Jewish Telegraphic Agency reported on the letter of the 575, it attached to its report a photo of Birthright participants (maybe even including some of the 575 signatories) posing and smiling in front of the best-known Jewish “settlement” beyond the 1967 lines.

Oops!

That’s right, in the photo we see smiling young Jewish men and women visiting a site beyond the 1967 lines—a “settlement,” in “occupied territory.” It’s on the itinerary of every single Birthright trip. Every J Street U student who has gone on Birthright must have visited it. It’s called the Western Wall.

That’s right—the Palestinian Authority considers the Western Wall “occupied Arab territory.” So does every single Arab country, and most other countries, for that matter. In their eyes, the Western Wall and the Jewish Quarter surrounding it are “illegal settlements.”

It’s a safe bet that many Birthright trips visit other parts of Jerusalem that the Arabs likewise consider “settlements”—French Hill, Ramot, Gilo, Talpiot Mizrach and more.

My point is not that the J Street U kids who visit these Israeli settlements are hypocrites. Maybe some are. Or maybe they’re just naive. Maybe they’re so poorly informed that they don’t even realize that when they visit the Western Wall and many other parts of Jerusalem, they are visiting “settlements.”

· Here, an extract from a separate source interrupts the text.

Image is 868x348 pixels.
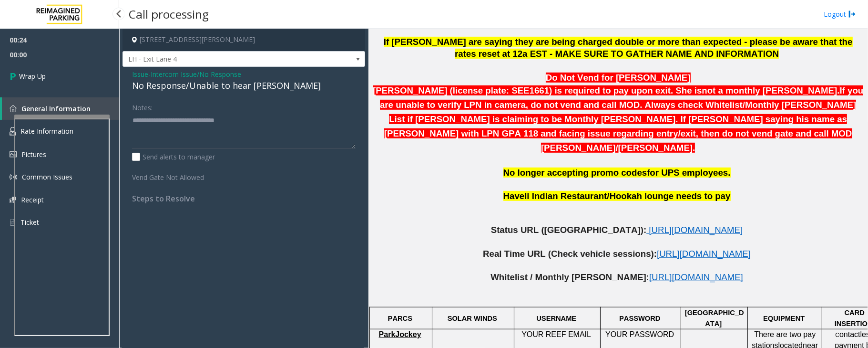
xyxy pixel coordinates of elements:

No, my point is that they—and the entire Jewish left—are kidding themselves if they think that Jewish settlements that are out in the hills of Judea and Samaria are the obstacle to peace. They’re fooling themselves if they think that getting Birthright to boycott Shiloh or Beit El or Kiryat Arba is going to advance the cause of peace. It won’t. Because if the day ever comes that

Israel tears down Shiloh or Beit El, that won’t bring peace. The Arabs consider the Western Wall and the Jewish Quarter to be “settlements,” too. And if they ever take over those places, then Haifa and Tel Aviv will be next on their march to “liberate Palestine.”

Stephen M. Flatow, a vice president of the Religious Zionists of America, is an attorney in New Jersey. He is the father of Alisa Flatow, who was murdered in an Iranian-sponsored Palestinian terrorist attack in 1995.